On Mon, 1 Jul 2013, Henri Kemppainen wrote:
> > From [email protected] Mon Jul 1
> > 14:33:54 2013 Delivered-To: [email protected]
> > From: Joel Sing <[email protected]>
> > To: [email protected]
> > Subject: CVS: cvs.openbsd.org: src
> > Sender: [email protected]
> >
> > CVSROOT: /cvs
> > Module name: src
> > Changes by: [email protected] 2013/07/01 05:33:21
> >
> > Modified files:
> > sys/dev : softraid.c
> >
> > Log message:
> > When an I/O error occurs on a softraid chunk, only take it offline if the
> > discipline supports redundancy. In the non-redundant case, there is
> > little to gain my failing the chunk, in fact it just makes any form of
> > data recovery significantly harder.
> >
> > ok krw@ todd@
>
> Would it make sense to behave like this when the discipline supports
> redundancy, but redundancy isn't actually available? I had this happen to
> me when one mirrored drive went offline, and during rebuild the remaining
> "good" drive had a transient hiccup, taking the whole thing down.
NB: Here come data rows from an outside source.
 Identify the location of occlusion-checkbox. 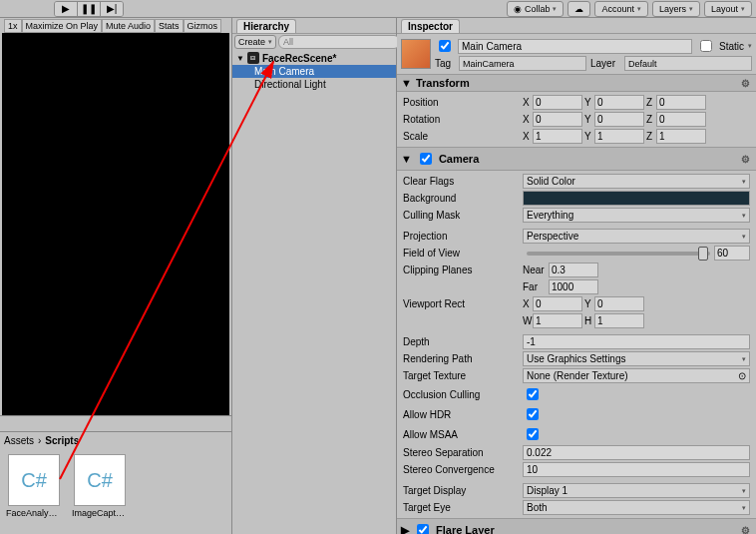
(533, 394).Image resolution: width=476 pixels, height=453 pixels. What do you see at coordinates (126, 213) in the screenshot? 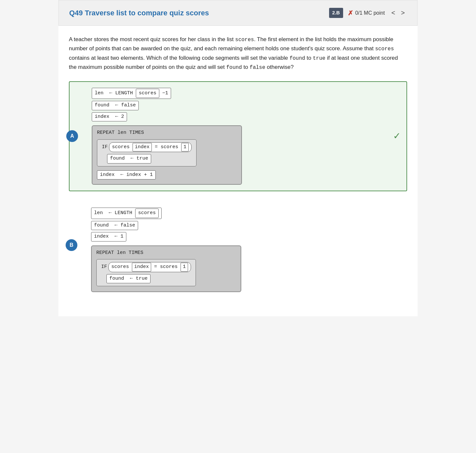
I see `len-box-b: len ← LENGTH scores` at bounding box center [126, 213].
The short answer is "yes". The longer answer is that this is a more indepth
change, since it becomes discipline specific. If I had a three chunk RAID 1
volume it would not reach the non-redundant point until I lost two of the
three chunks, whereas for a RAID 5 volume this happens after a single chunk
is lost. It is, however, on my TODO list.
--
"Action without study is fatal. Study without action is futile."